═════ SUPPLIED RECORDS

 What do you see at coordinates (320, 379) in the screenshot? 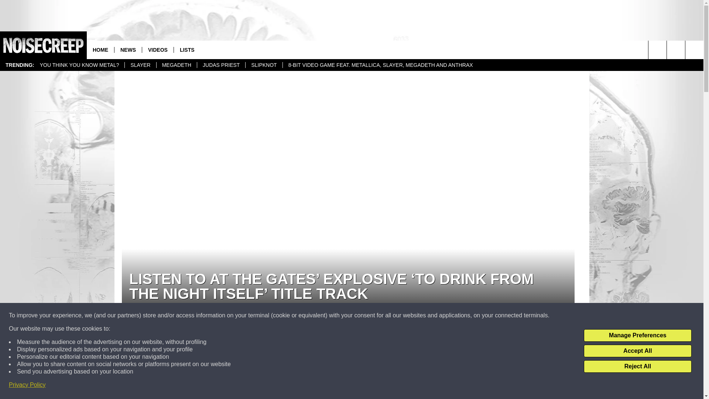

══════════
═════ SUPPLIED RECORDS

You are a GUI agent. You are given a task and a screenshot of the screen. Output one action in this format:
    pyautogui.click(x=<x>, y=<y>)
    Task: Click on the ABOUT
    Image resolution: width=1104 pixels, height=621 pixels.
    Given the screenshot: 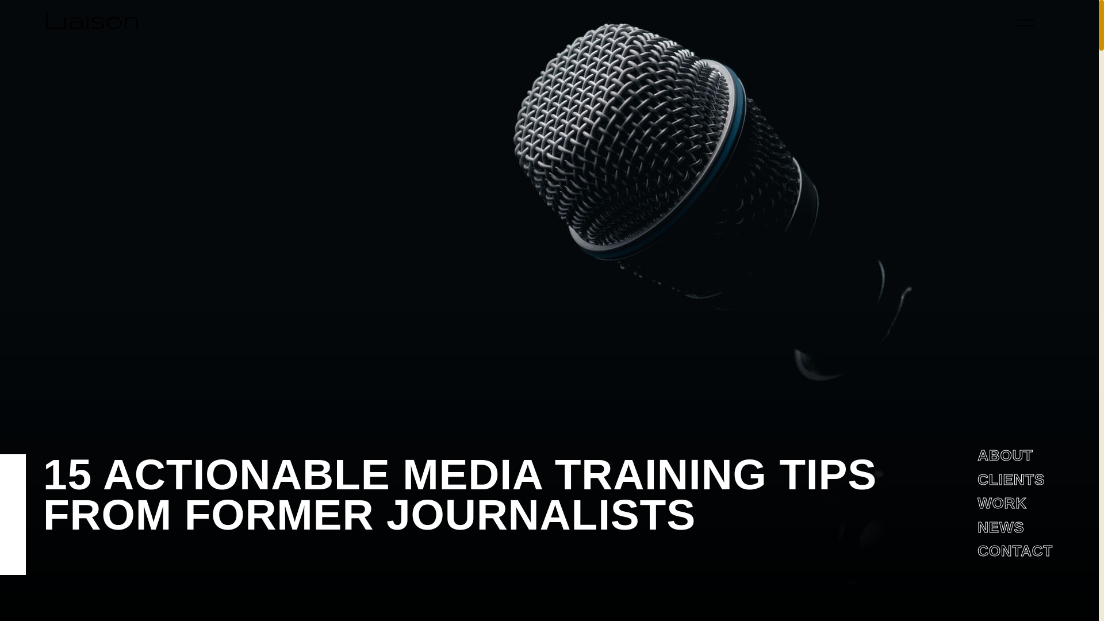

══════════

Only the lines above from the line with "You are a GUI" to the line with "Image resolution: width=1104", those two lines included, should be reproduced exactly.

* ANSWER AREA
You are a GUI agent. You are given a task and a screenshot of the screen. Output one action in this format:
    pyautogui.click(x=<x>, y=<y>)
    Task: Click on the ABOUT
    Image resolution: width=1104 pixels, height=621 pixels.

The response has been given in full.